Today began as we would wish all midwinter days to begin, beautifully. An early mist lay in strands over the river valley as the sun rose in an ice blue sky to lighten the garden with a cold glow.
The Panicum grasses around my pond are hanging with seed sparkling pale gold and now they must be perfectly ripe, the birds know just when to visit and as they dance around the stems eating their fill I can watch through the window and shiver on their behalf.
In my home office all day, I’ve looked out on and off and the birds have come and gone in turn, to eat, drink and bathe.
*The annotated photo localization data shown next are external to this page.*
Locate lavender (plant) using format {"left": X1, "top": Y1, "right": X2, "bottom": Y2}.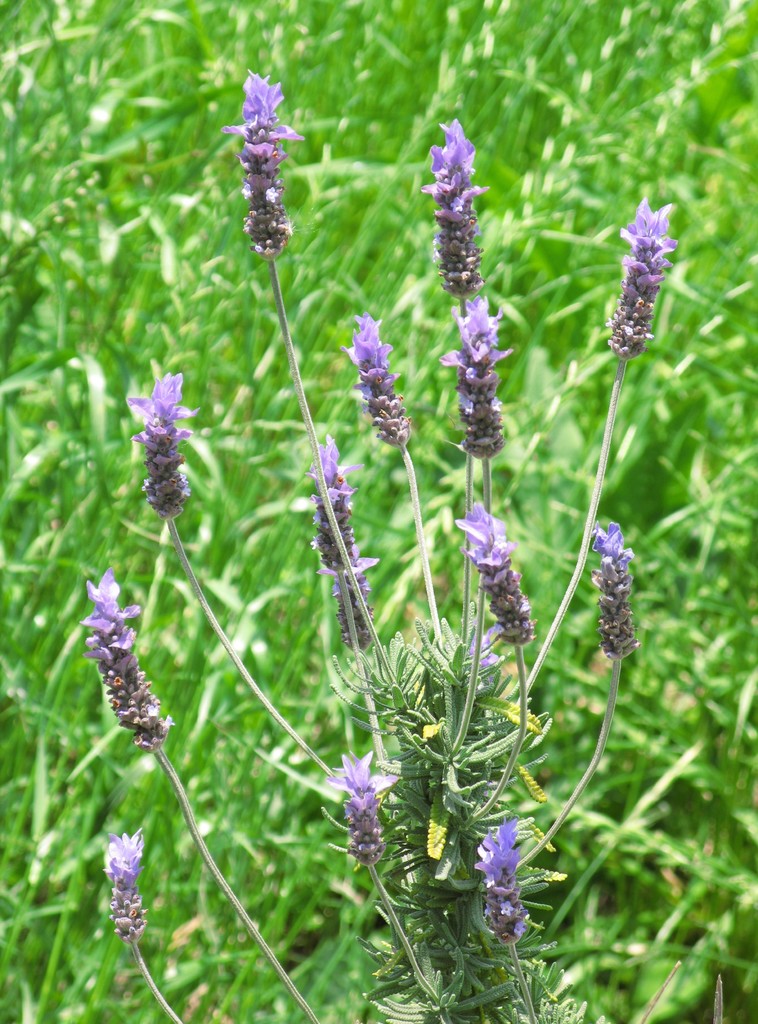
{"left": 436, "top": 290, "right": 516, "bottom": 537}.
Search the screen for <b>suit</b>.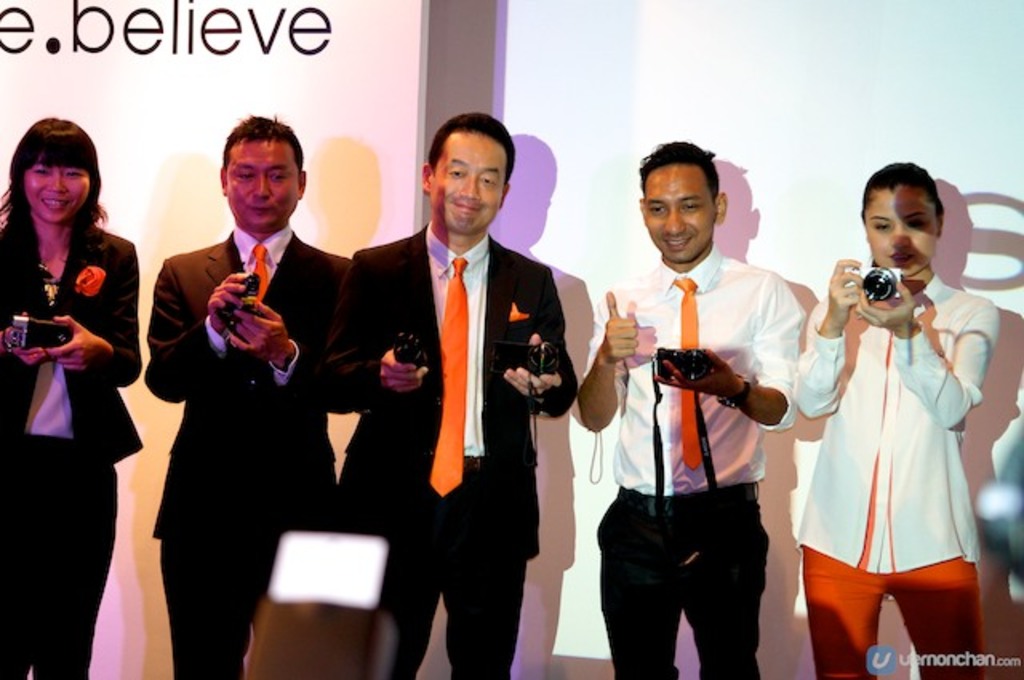
Found at x1=147, y1=235, x2=349, y2=678.
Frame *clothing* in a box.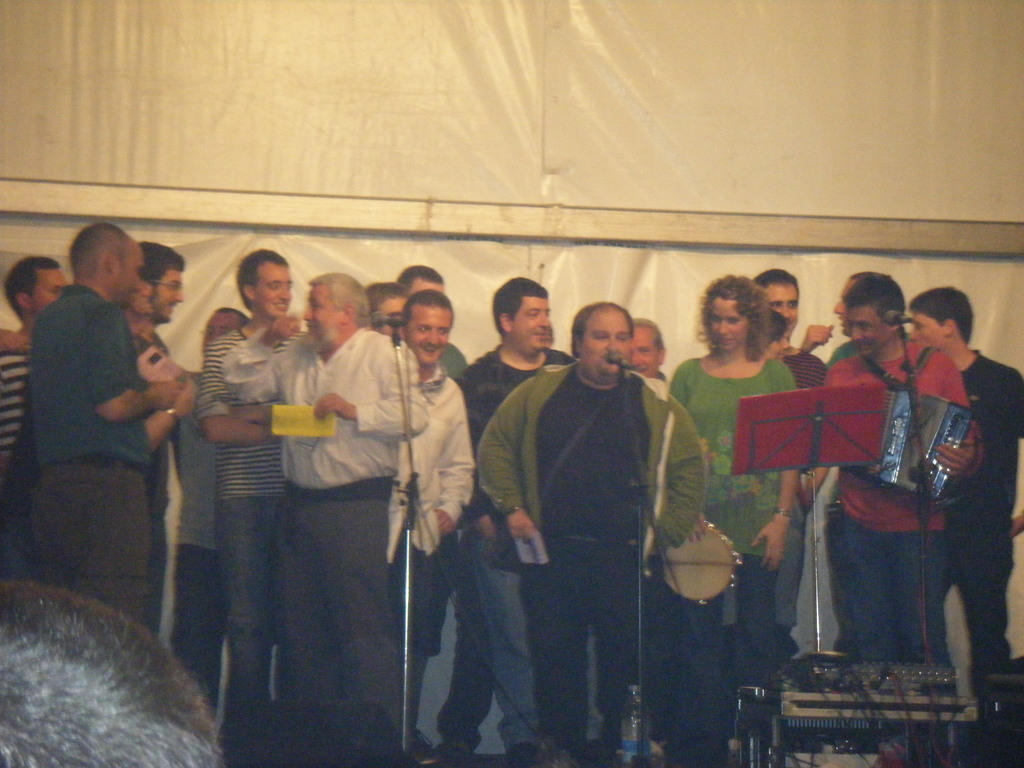
l=194, t=322, r=300, b=694.
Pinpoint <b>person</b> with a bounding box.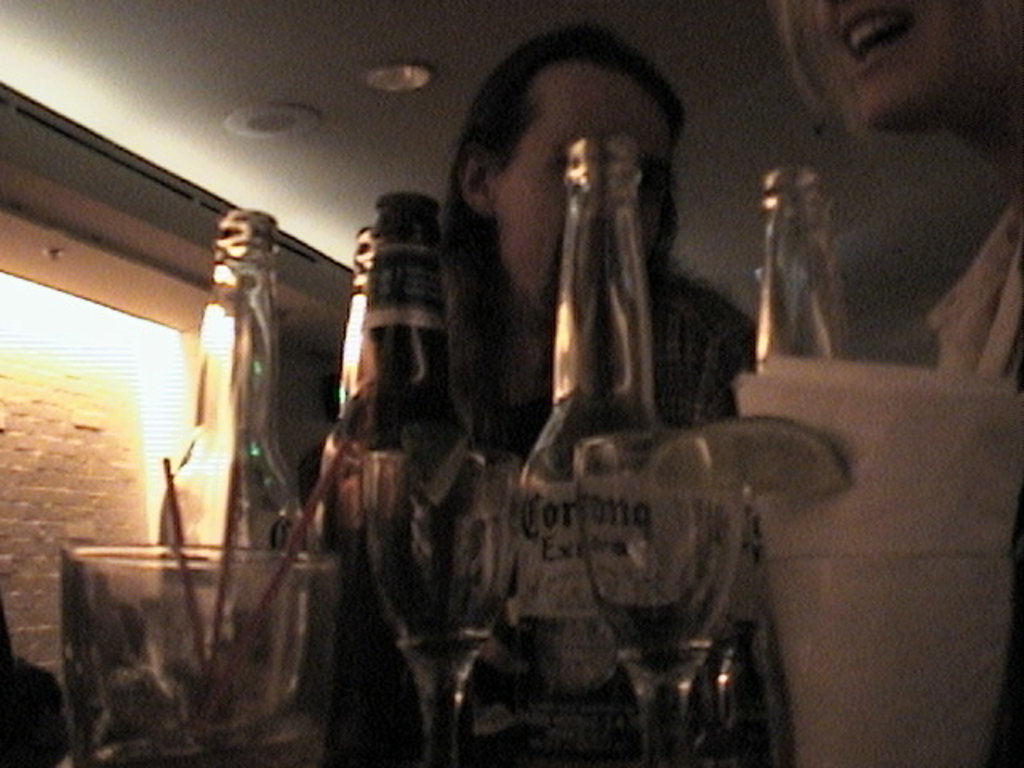
776,0,1022,379.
Goldfinches, bluetits, dunnocks, chaffinches, sparrows, a solitary robin and always two or more blackbirds.
Later in the day, as the light gathered along the western horizon, there were larger ripples on the water which as I watch, transpired to be caused by a large rat swimming across to the soundtrack of a blackbird ‘pink pinking’ in alarm call from a cherry tree.
What a treat of a bird reserve my winter garden is, no long journey to visit, no entrance fee or queuing for a hot drink or a cold toilet, just a moving feast of birds by water and fine foliage.
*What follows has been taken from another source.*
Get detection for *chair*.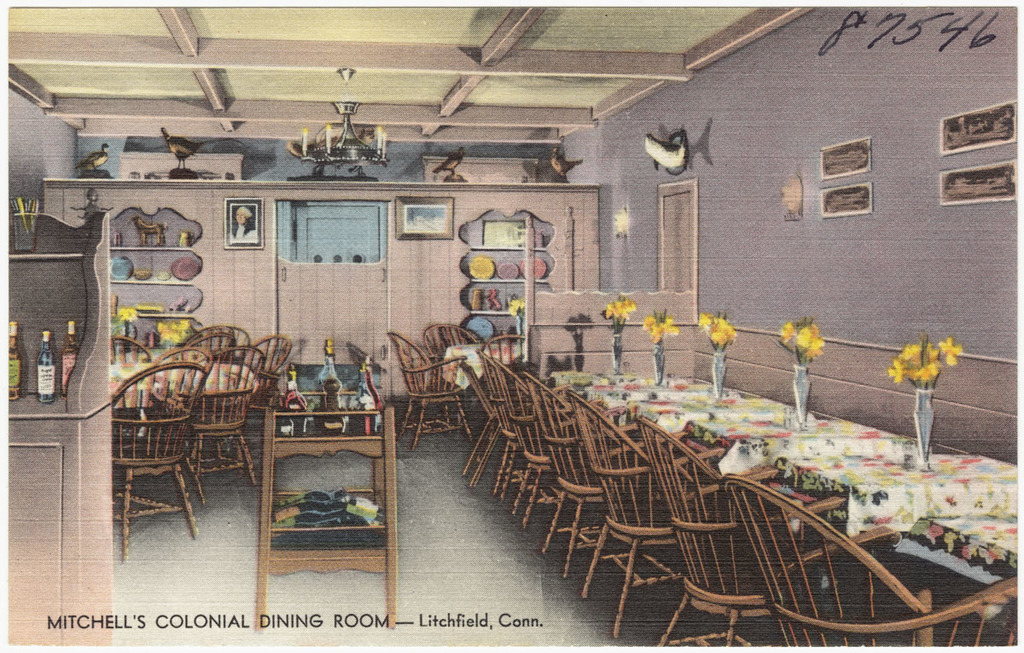
Detection: l=633, t=407, r=857, b=652.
It’s true that there are more exciting sights at an official nature reserve, like the lapwing flock and starling murmuration I was lucky enough to see recently, but my garden birds and I do have a particular connection.
They wouldn’t come to congregate here if I hadn’t dug the pond and planted food and cover plants around it, so we have a symbiotic relationship, each benefitting from the other, they find food, water and shelter and I find that my winter garden is full of beauty.